Episcopal Health Foundation
MacKenzie Scott gave $20 million to support the Houston nonprofit’s grant-making, research, and community-engagement programs. The foundation’s work addresses the underlying, nonmedical factors that affect people’s health. It provides funding and other support to help organizations find preventive solutions that address the root causes of poor health.
Scott is a novelist who helped start the online retail giant Amazon with her former husband, Jeff Bezos. She has given more than $12.8 billion in mostly unrestricted gifts to charity since 2020 and has devoted much of that money to nonprofits that usually do not receive multimillion-dollar gifts and to charities that help underserved or overlooked populations. She appeared on the Chronicle’s Philanthropy 50 list of the biggest donors of 2020.
Southern Methodist University Athletics
Bill and Liz Martin Armstrong pledged $15 million to support the Garry Weber End Zone Complex, an expansion and renovation project at the university’s Gerald J. Ford Stadium. Construction on the stadium, home to the university’s football team, is scheduled to begin later this year.

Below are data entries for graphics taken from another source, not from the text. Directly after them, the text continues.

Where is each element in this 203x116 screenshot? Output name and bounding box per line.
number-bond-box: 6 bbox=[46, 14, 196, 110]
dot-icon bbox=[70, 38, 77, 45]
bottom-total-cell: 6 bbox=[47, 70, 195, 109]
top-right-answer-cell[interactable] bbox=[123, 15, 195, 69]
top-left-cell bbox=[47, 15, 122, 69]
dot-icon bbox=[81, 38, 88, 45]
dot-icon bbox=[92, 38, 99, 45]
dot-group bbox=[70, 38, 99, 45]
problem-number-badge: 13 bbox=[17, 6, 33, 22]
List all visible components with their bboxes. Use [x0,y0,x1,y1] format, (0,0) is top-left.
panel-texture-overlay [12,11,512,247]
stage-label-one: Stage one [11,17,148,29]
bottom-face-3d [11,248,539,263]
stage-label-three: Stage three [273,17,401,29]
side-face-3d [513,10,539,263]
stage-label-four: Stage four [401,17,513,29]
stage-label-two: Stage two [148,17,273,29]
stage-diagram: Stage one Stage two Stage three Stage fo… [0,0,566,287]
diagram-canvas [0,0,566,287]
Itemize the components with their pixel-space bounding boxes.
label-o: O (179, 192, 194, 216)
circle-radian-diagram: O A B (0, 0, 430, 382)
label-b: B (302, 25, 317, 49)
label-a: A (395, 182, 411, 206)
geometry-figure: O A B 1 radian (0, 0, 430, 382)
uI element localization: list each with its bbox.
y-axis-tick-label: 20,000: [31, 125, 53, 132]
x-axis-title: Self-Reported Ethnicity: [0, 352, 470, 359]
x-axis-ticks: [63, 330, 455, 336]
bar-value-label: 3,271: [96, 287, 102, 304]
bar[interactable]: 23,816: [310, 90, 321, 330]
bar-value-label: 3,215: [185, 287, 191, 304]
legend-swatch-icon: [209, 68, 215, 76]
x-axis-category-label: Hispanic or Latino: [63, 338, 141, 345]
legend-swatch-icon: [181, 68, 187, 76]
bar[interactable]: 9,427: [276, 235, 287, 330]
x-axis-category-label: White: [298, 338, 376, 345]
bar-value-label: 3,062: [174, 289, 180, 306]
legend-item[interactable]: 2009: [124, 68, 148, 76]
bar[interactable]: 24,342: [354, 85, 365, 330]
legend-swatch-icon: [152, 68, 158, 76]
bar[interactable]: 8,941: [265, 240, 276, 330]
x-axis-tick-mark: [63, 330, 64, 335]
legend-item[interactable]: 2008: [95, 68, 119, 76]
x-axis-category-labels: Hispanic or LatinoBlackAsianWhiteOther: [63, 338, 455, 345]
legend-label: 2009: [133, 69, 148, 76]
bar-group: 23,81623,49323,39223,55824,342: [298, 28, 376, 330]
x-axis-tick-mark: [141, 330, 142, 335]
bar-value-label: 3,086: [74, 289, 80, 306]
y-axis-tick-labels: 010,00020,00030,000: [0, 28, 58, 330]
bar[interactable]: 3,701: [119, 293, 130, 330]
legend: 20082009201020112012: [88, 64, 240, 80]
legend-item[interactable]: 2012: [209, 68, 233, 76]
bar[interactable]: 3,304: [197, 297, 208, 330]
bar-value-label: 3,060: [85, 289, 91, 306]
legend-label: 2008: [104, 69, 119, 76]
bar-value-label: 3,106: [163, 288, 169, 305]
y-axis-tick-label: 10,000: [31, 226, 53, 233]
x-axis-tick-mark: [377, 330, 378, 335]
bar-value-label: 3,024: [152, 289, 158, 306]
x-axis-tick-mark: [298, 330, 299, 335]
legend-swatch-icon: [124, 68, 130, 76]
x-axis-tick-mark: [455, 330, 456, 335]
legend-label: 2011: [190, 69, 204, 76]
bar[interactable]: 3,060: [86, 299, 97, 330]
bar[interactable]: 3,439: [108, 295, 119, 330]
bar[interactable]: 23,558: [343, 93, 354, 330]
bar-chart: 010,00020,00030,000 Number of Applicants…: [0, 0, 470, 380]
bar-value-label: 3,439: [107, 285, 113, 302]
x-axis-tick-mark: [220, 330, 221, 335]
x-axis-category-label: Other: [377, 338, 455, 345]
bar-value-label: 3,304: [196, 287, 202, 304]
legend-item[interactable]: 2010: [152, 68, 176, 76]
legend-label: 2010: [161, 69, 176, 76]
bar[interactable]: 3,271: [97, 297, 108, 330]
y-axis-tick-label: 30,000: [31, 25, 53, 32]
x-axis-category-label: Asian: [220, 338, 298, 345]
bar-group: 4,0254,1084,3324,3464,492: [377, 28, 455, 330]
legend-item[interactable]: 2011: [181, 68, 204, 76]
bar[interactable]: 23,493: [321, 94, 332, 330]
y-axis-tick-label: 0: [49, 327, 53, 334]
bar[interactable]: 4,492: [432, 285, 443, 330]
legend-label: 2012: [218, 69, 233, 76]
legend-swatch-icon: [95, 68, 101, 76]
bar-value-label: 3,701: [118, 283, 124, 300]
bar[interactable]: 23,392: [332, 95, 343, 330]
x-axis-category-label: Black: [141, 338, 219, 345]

The Armstrongs founded Armstrong Oil and Gas, an energy-exploration company, in Denver, and Epoch Estate Wines, a winery, in Templeton, Calif. They met as geology students at the university and graduated in 1982. They later paid for the construction of Casita Armstrong, a student-housing facility at the geology field camp at SMU-in-Taos, which the Armstrongs attended as students.
Virginia Commonwealth University School of Nursing
William and Joanne Conway gave $13 million through their Bedford Falls Foundation to support scholarships for more than 1,000 undergraduate and doctoral students over the next five years. More than 70 percent of undergraduate nursing students at the university qualify for a need-based scholarship. With the Conways’ gift, the school can double the total amount of scholarship support for students and increase the number of scholarships awarded by 37 percent over the next five years.
William Conway is a co-founder and interim CEO of the Carlyle Group, a private-equity firm in Washington. Including their latest donation, the Conways have devoted about $165 million over the last decade to shoring up and expanding nursing programs at universities in Maryland, Pennsylvania, Virginia, and Washington, D.C. They appeared on the Chronicle’s annual Philanthropy 50 list of the biggest donors in 2020.
To learn about other big donations, see our database of gifts of $1 million or more, which is updated regularly.